Richard Lugar, the ranking
Republican in the Senate Foreign Relations Committee, also
challenged China to allow journalists and diplomats full access to
Tibet to determine whether Beijing allegedly overreacted to the
protests.
“I am particularly disappointed
that officials in Beijing have chosen to attack the Dalai Lama and
unfairly blame him for the protests,” Lugar said in a statement.
“I am aware of no credible evidence that he encouraged or
instigated the protests, which occurred across a broad area of the
Tibetan Autonomous Region and Tibetan areas of China.”
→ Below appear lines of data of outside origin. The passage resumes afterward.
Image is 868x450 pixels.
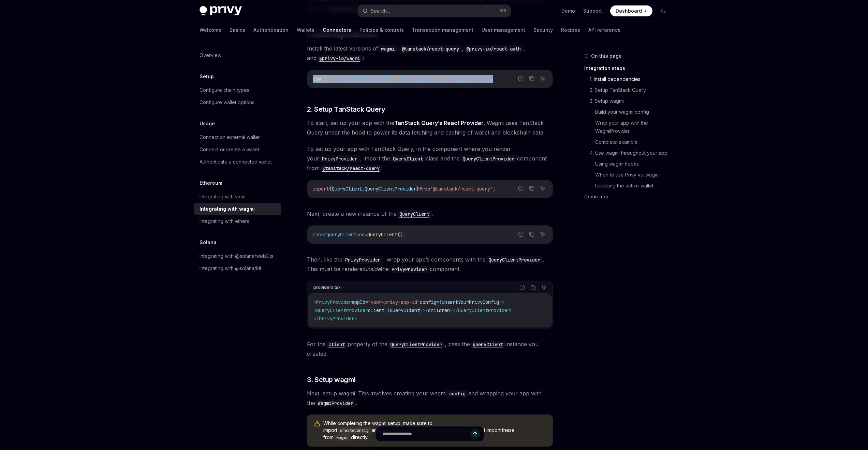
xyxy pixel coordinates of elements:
a: QueryClient [397,210,432,217]
a: User management [482,22,525,38]
button: Copy the contents from the code block [529,283,538,292]
span: Next, setup wagmi. This involves creating your wagmi and wrapping your app with the . [307,389,553,408]
button: Ask AI [538,184,547,193]
button: Copy the contents from the code block [527,74,536,83]
span: QueryClientProvider [316,308,368,313]
span: To start, set up your app with the . Wagmi uses TanStack Query under the hood to power its data f... [307,118,553,137]
span: = [437,299,439,306]
span: { [426,308,428,313]
span: 2. Setup TanStack Query [307,105,385,114]
a: Using wagmi hooks [584,158,675,170]
button: Send message [470,429,480,439]
code: config [447,390,468,397]
span: > [502,299,504,306]
a: Demo [561,7,575,14]
span: @tanstack/react-query [433,76,490,82]
a: Support [584,7,602,14]
span: QueryClient [332,186,362,192]
span: i [321,76,324,82]
a: Configure chain types [194,84,281,96]
a: Authenticate a connected wallet [194,156,281,168]
a: When to use Privy vs. wagmi [584,170,675,181]
span: { [387,308,390,313]
button: Search...⌘K [358,5,511,17]
a: QueryClient [390,155,426,162]
span: > [510,308,513,313]
span: > [354,316,357,321]
div: Integrating with @solana/kit [200,264,261,272]
span: PrivyProvider [316,299,351,306]
span: QueryClientProvider [458,308,510,313]
code: QueryClientProvider [460,155,517,163]
span: '@tanstack/react-query' [430,186,493,192]
a: Basics [229,22,245,38]
a: Connect or create a wallet [194,144,281,156]
a: 1. Install dependencies [584,74,675,85]
button: Ask AI [540,283,548,292]
a: Integration steps [584,63,675,74]
div: Configure wallet options [200,98,255,107]
img: dark logo [200,7,242,16]
code: QueryClient [390,155,426,163]
span: = [356,232,359,238]
span: QueryClientProvider [364,186,416,192]
a: Integrating with @solana/web3.js [194,250,281,262]
a: Complete example [584,137,675,147]
code: QueryClient [397,210,432,218]
div: Connect or create a wallet [200,145,259,154]
button: Toggle dark mode [658,6,669,17]
button: Ask AI [538,230,547,238]
span: ⌘ K [499,8,507,14]
div: Integrating with ethers [200,217,250,225]
span: = [385,308,387,313]
h5: Setup [200,72,214,81]
a: Wallets [297,22,315,38]
a: Integrating with ethers [194,215,281,228]
a: @privy-io/react-auth [464,45,524,52]
a: @tanstack/react-query [399,45,462,52]
a: Transaction management [412,22,473,38]
a: API reference [589,22,621,38]
span: client [368,308,385,313]
div: Overview [200,51,222,59]
span: On this page [591,52,622,60]
button: Ask AI [538,74,547,83]
a: QueryClientProvider [387,341,445,347]
span: } [499,299,502,306]
code: PrivyProvider [343,256,383,264]
code: @privy-io/wagmi [317,55,363,62]
a: Connectors [323,22,351,38]
span: For the property of the , pass the instance you created. [307,339,553,358]
span: < [314,299,316,306]
code: PrivyProvider [320,155,360,163]
span: While completing the wagmi setup, make sure to import and from . Do not import these from directly. [323,420,546,441]
span: PrivyProvider [319,316,354,321]
span: config [420,299,437,306]
span: from [419,186,430,192]
code: @privy-io/react-auth [464,45,524,53]
span: queryClient [390,308,420,313]
div: Integrating with viem [200,193,245,201]
span: { [329,186,332,192]
a: wagmi [378,45,398,52]
a: TanStack Query’s React Provider [395,119,483,126]
span: npm [313,76,321,82]
button: Report incorrect code [517,74,525,83]
a: Security [533,22,553,38]
span: QueryClient [367,232,398,238]
span: } [420,308,423,313]
h5: Usage [200,119,215,128]
a: Build your wagmi config [584,107,675,118]
input: Ask a question... [382,427,470,441]
span: @privy-io/react-auth [338,76,392,82]
code: @tanstack/react-query [320,165,382,172]
span: @privy-io/wagmi [392,76,433,82]
a: 2. Setup TanStack Query [584,85,675,95]
span: > [423,308,426,313]
a: Recipes [561,22,580,38]
code: client [326,341,348,348]
span: < [314,308,316,313]
div: Integrating with @solana/web3.js [200,252,273,260]
code: wagmi [378,45,398,53]
span: </ [452,308,458,313]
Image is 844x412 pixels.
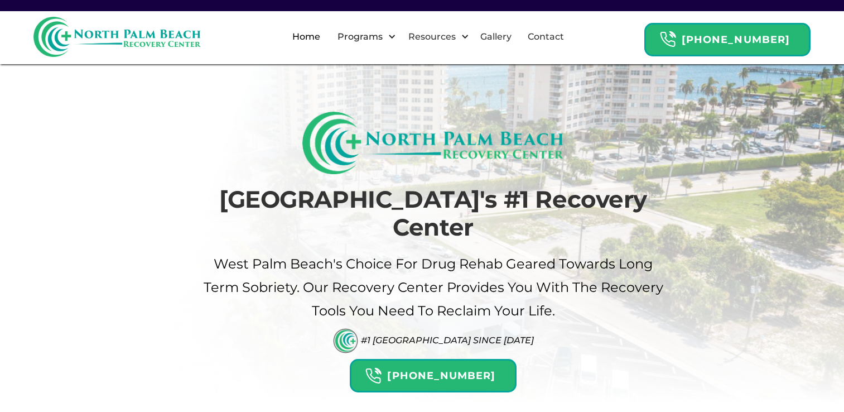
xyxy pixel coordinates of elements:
img: Header Calendar Icons [660,31,676,48]
a: Header Calendar Icons[PHONE_NUMBER] [645,17,811,56]
div: Programs [335,30,386,44]
a: Home [286,19,327,55]
strong: [PHONE_NUMBER] [387,369,496,382]
div: #1 [GEOGRAPHIC_DATA] Since [DATE] [361,335,534,345]
img: North Palm Beach Recovery Logo (Rectangle) [302,112,564,174]
div: Resources [399,19,472,55]
a: Gallery [474,19,518,55]
div: Programs [328,19,399,55]
h1: [GEOGRAPHIC_DATA]'s #1 Recovery Center [202,185,665,242]
p: West palm beach's Choice For drug Rehab Geared Towards Long term sobriety. Our Recovery Center pr... [202,252,665,323]
div: Resources [406,30,459,44]
strong: [PHONE_NUMBER] [682,33,790,46]
img: Header Calendar Icons [365,367,382,385]
a: Header Calendar Icons[PHONE_NUMBER] [350,353,516,392]
a: Contact [521,19,571,55]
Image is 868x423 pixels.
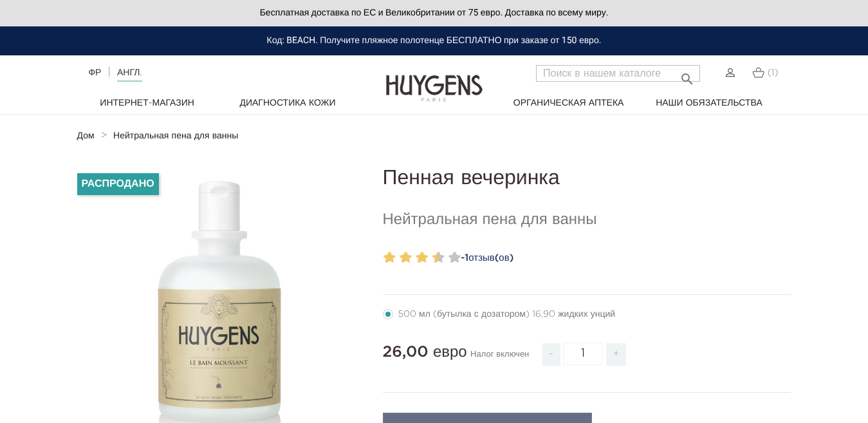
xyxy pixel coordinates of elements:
[399,310,616,319] font: 500 мл (бутылка с дозатором) 16,90 жидких унций
[83,97,212,110] a: Интернет-магазин
[656,99,762,108] font: Наши обязательства
[108,68,111,78] font: |
[564,342,603,365] input: Количество
[383,344,468,360] font: 26,00 евро
[117,68,142,77] font: АНГЛ.
[446,248,450,267] label: 9
[113,130,238,141] a: Нейтральная пена для ванны
[752,68,778,78] a: (1)
[113,131,238,140] font: Нейтральная пена для ванны
[680,72,695,87] font: 
[82,178,154,189] font: Распродано
[549,349,554,359] font: -
[435,248,445,267] label: 8
[402,248,411,267] label: 4
[514,99,624,108] font: Органическая аптека
[465,253,468,263] font: 1
[386,248,396,267] label: 2
[429,248,434,267] label: 7
[100,99,194,108] font: Интернет-магазин
[460,253,465,263] font: -
[470,350,529,359] font: Налог включен
[267,35,602,45] font: Код: BEACH. Получите пляжное полотенце БЕСПЛАТНО при заказе от 150 евро.
[239,99,335,108] font: Диагностика кожи
[676,61,699,79] button: 
[536,65,700,82] input: Поиск
[260,8,609,18] font: Бесплатная доставка по ЕС и Великобритании от 75 евро. Доставка по всему миру.
[381,248,385,267] label: 1
[88,68,101,77] a: ФР
[77,130,98,141] a: Дом
[613,349,620,359] font: +
[397,248,401,267] label: 3
[383,212,597,227] font: Нейтральная пена для ванны
[77,131,94,140] font: Дом
[767,68,778,77] font: (1)
[383,168,560,189] font: Пенная вечеринка
[457,248,791,267] a: -1отзыв(ов)
[386,54,483,103] img: Гюйгенс
[223,97,352,110] a: Диагностика кожи
[505,97,633,110] a: Органическая аптека
[451,248,460,267] label: 10
[413,248,418,267] label: 5
[419,248,429,267] label: 6
[117,68,142,82] a: АНГЛ.
[645,97,774,110] a: Наши обязательства
[468,253,514,263] font: отзыв(ов)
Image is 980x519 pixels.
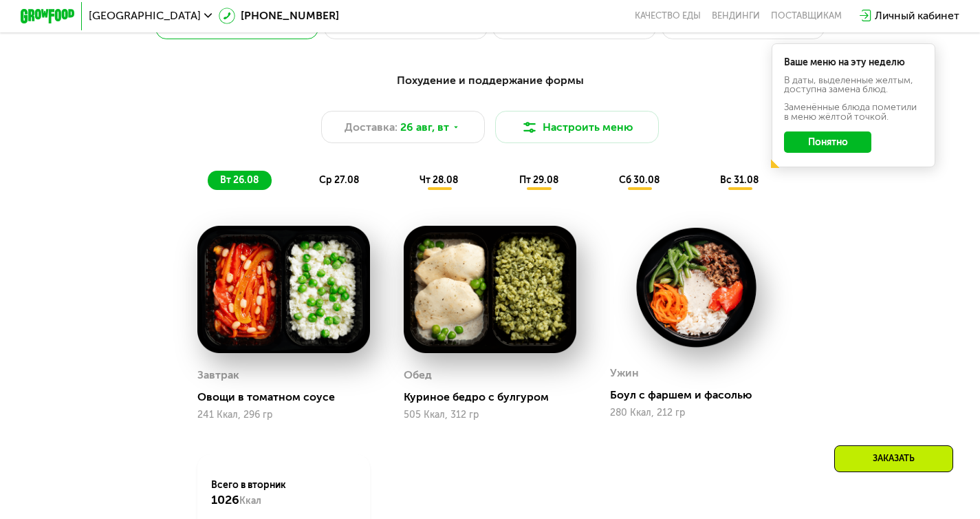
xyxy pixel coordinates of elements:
[420,174,458,186] span: чт 28.08
[610,407,783,418] div: 280 Ккал, 212 гр
[197,390,381,404] div: Овощи в томатном соусе
[344,119,397,136] span: Доставка:
[87,72,894,89] div: Похудение и поддержание формы
[496,111,659,144] button: Настроить меню
[89,10,200,22] span: [GEOGRAPHIC_DATA]
[197,409,370,421] div: 241 Ккал, 296 гр
[404,390,587,404] div: Куриное бедро с булгуром
[404,365,432,386] div: Обед
[404,409,576,421] div: 505 Ккал, 312 гр
[875,7,960,24] div: Личный кабинет
[784,76,923,95] div: В даты, выделенные желтым, доступна замена блюд.
[197,365,239,386] div: Завтрак
[784,58,923,67] div: Ваше меню на эту неделю
[619,174,660,186] span: сб 30.08
[211,478,356,509] div: Всего в вторник
[610,362,639,383] div: Ужин
[784,131,871,154] button: Понятно
[835,445,953,472] div: Заказать
[211,492,239,507] span: 1026
[400,119,449,136] span: 26 авг, вт
[220,174,259,186] span: вт 26.08
[610,389,794,402] div: Боул с фаршем и фасолью
[784,103,923,122] div: Заменённые блюда пометили в меню жёлтой точкой.
[720,174,759,186] span: вс 31.08
[319,174,359,186] span: ср 27.08
[712,10,760,22] a: Вендинги
[218,7,339,24] a: [PHONE_NUMBER]
[519,174,558,186] span: пт 29.08
[635,10,701,22] a: Качество еды
[771,10,842,22] div: поставщикам
[239,495,262,506] span: Ккал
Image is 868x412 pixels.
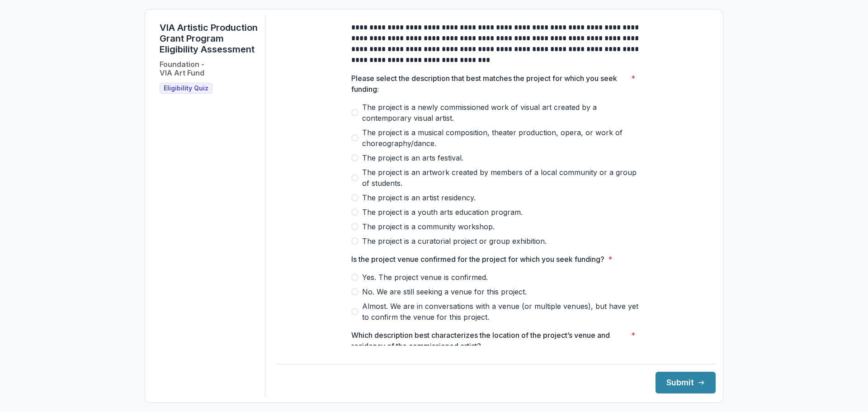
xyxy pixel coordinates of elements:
span: The project is a youth arts education program. [362,207,523,217]
p: Please select the description that best matches the project for which you seek funding: [351,73,628,95]
span: Yes. The project venue is confirmed. [362,272,488,282]
span: The project is a newly commissioned work of visual art created by a contemporary visual artist. [362,102,640,123]
button: Submit [656,371,715,393]
span: The project is a curatorial project or group exhibition. [362,235,546,247]
span: The project is an artist residency. [362,192,476,203]
span: Eligibility Quiz [164,85,208,92]
span: The project is an arts festival. [362,152,463,163]
p: Which description best characterizes the location of the project’s venue and residency of the com... [351,329,628,351]
span: No. We are still seeking a venue for this project. [362,286,527,297]
span: The project is a musical composition, theater production, opera, or work of choreography/dance. [362,127,640,149]
span: The project is an artwork created by members of a local community or a group of students. [362,167,640,188]
span: Almost. We are in conversations with a venue (or multiple venues), but have yet to confirm the ve... [362,301,640,322]
span: The project is a community workshop. [362,221,495,232]
h2: Foundation - VIA Art Fund [160,60,205,77]
h1: VIA Artistic Production Grant Program Eligibility Assessment [160,22,258,55]
p: Is the project venue confirmed for the project for which you seek funding? [351,254,605,264]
China has published an anonymous
confession from a Tibetan protester as part of a dossier of
“evidence” it said proved the Dalai Lama and his
government-in-exile were behind the unrests against Beijing’s rule
of the Himalayan region.
Lugar noted that the Dalai Lama
had deplored the violence and called for a stop to violent
activities, saying they appeared to have been heeded by most
Tibetans in the autonomous region and elsewhere.
“I have met the Dalai Lama
several times and I know him to be a man of peace,” the senator
said. “Contrary to repeated Chinese assertions, he has affirmed he
does not favor an independent Tibet, but rather a Tibet with genuine
autonomy as part of China.”
He urged the Chinese leadership
to work with the Dalai Lama to seek a “mutually agreeable and
peaceful solution” to the Tibet issue.
Beijing says rioters had killed
18 civilians and two police officers in the protests. Exiled Tibetan
leaders have put the death toll from the Chinese crackdown at 135 to
140 Tibetans, with another 1,000 injured and many detained.
Lugar also asked Beijing “to
open up more fully” to allow journalists, diplomats and other
independent observers into Tibet to determine the background to the
protests “to judge” whether Chinese authorities allegedly
overreacted to incidents of looting, burning and attacks on
individuals and whether they were detaining and lodging charges of
violence against monks and others who had expressed their views
peacefully.
“Greater access would also be
consistent with China’s promise to give wider freedoms to foreign
journalists in the period before the 2008 Olympics,” Lugar said.